Incentive bias (low). I have no compensation tied to this call.
Net effect: I am probably tilted slightly too bearish, but not dramatically. The anchoring on the scorer IV is the strongest counter-pull. My calibrated 'true' fair value range is $200-260, which still leaves a meaningful margin of safety at $136 but nothing like the 68% the scorer suggests.
10-Year Outlook
Same fundamental business model in 10 years? Mostly yes, but materially different mix. CDW will still aggregate vendors, still field thousands of sellers, still hold GPO contracts. But the revenue mix shifts: hardware reselling shrinks as a share, services and managed/professional offerings grow, software/cloud transactability gets increasingly netted-down (commission economics rather than gross product reseller economics). The business in 2035 looks more like a hybrid Accenture/Computacenter than a 2015-style box-pusher.
Customer base larger? Probably modestly larger. SMB and SLED segments grow with US economy. Federal and education spend is policy-dependent but baseline-stable. Enterprise customer count holds steady. Net: customer count up 10-25% over a decade.
Profit per customer higher? This is the critical question. Two opposing forces: services mix shift raises gross margin (services run 35%+ vs hardware 14-18%), but the absolute revenue per customer in the highest-margin product categories falls as cloud substitutes on-prem. My honest estimate: blended profit per customer roughly flat to up 10% in real terms. Not a compounder's profile.
Moat wider? No. The vendor disintermediation pressure is structural and one-way. Best case: CDW migrates fast enough to services that the moat in services (talent, certifications, customer relationships) replaces the eroding moat in hardware reselling. Worst case: services migration is too slow and the hardware moat erodes faster than the services moat builds. Probability-weighted: moat about the same as today, possibly narrower.
Single biggest threat? Hyperscaler marketplaces becoming the default IT procurement workflow for large enterprises and SLED customers. The threat is not a sudden cliff but a steady annual 1-2 point share migration that compounds. Secondary threat: AI capex concentration in NVIDIA/hyperscaler hands, leaving CDW with small-share GPU resale economics.
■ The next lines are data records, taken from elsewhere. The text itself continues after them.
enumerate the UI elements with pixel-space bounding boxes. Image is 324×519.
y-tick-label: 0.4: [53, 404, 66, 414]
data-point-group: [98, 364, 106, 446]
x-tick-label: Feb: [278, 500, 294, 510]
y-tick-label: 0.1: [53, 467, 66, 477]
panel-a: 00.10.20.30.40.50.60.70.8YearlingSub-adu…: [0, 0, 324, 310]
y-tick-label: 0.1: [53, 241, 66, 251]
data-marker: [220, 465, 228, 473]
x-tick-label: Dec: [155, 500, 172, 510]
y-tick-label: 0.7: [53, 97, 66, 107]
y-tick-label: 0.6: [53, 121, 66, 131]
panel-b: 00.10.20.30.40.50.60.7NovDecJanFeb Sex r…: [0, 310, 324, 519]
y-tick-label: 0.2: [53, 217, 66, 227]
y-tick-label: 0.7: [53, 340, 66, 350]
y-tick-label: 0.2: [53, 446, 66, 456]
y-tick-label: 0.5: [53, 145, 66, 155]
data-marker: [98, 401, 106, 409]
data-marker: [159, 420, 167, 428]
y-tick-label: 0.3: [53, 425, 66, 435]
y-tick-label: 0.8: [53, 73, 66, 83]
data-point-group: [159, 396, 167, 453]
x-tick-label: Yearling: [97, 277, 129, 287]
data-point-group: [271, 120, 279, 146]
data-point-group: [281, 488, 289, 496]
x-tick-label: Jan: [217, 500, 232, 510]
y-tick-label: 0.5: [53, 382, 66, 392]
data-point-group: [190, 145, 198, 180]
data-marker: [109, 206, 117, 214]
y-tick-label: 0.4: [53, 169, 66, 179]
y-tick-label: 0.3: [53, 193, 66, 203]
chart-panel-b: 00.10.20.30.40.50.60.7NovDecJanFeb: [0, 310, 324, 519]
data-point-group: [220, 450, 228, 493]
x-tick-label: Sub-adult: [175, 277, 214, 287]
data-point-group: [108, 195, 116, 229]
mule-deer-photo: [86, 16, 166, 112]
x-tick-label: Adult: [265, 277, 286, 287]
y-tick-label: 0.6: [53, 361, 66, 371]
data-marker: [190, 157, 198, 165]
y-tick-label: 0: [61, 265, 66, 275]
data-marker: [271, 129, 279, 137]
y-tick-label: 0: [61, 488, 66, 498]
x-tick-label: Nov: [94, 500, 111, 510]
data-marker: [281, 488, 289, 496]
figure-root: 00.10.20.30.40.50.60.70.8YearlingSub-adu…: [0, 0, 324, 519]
Confidence: The business is understandable and management is competent. But the structural trajectory of the value pool is mildly negative and the maintenance-capex uncertainty (flagged twice by the scorer) means the IV could be 30-40% lower than the base case. I am fundamentally uncertain whether 10-year owner earnings per share end up higher or flat. That uncertainty pulls me toward medium rather than high confidence.
CONFIDENCE: medium
Position Guidance
- Recommendation: Buy
- Conviction: medium
- Target buy price: $130 (current price already qualifies; add aggressively under $115)
- Target trim price: $260 (above this, even my haircut IV is exceeded; full trim above scorer base IV $426)
- Position sizing: Initial position 1.5-2% of portfolio. Scale to 3-4% only if price falls below $115 OR ROIIC trends back above 12%. Cap at 5%. Reassess if net debt/EBITDA exceeds 3.0x or if services revenue mix stalls below 25% of gross profit for two consecutive years.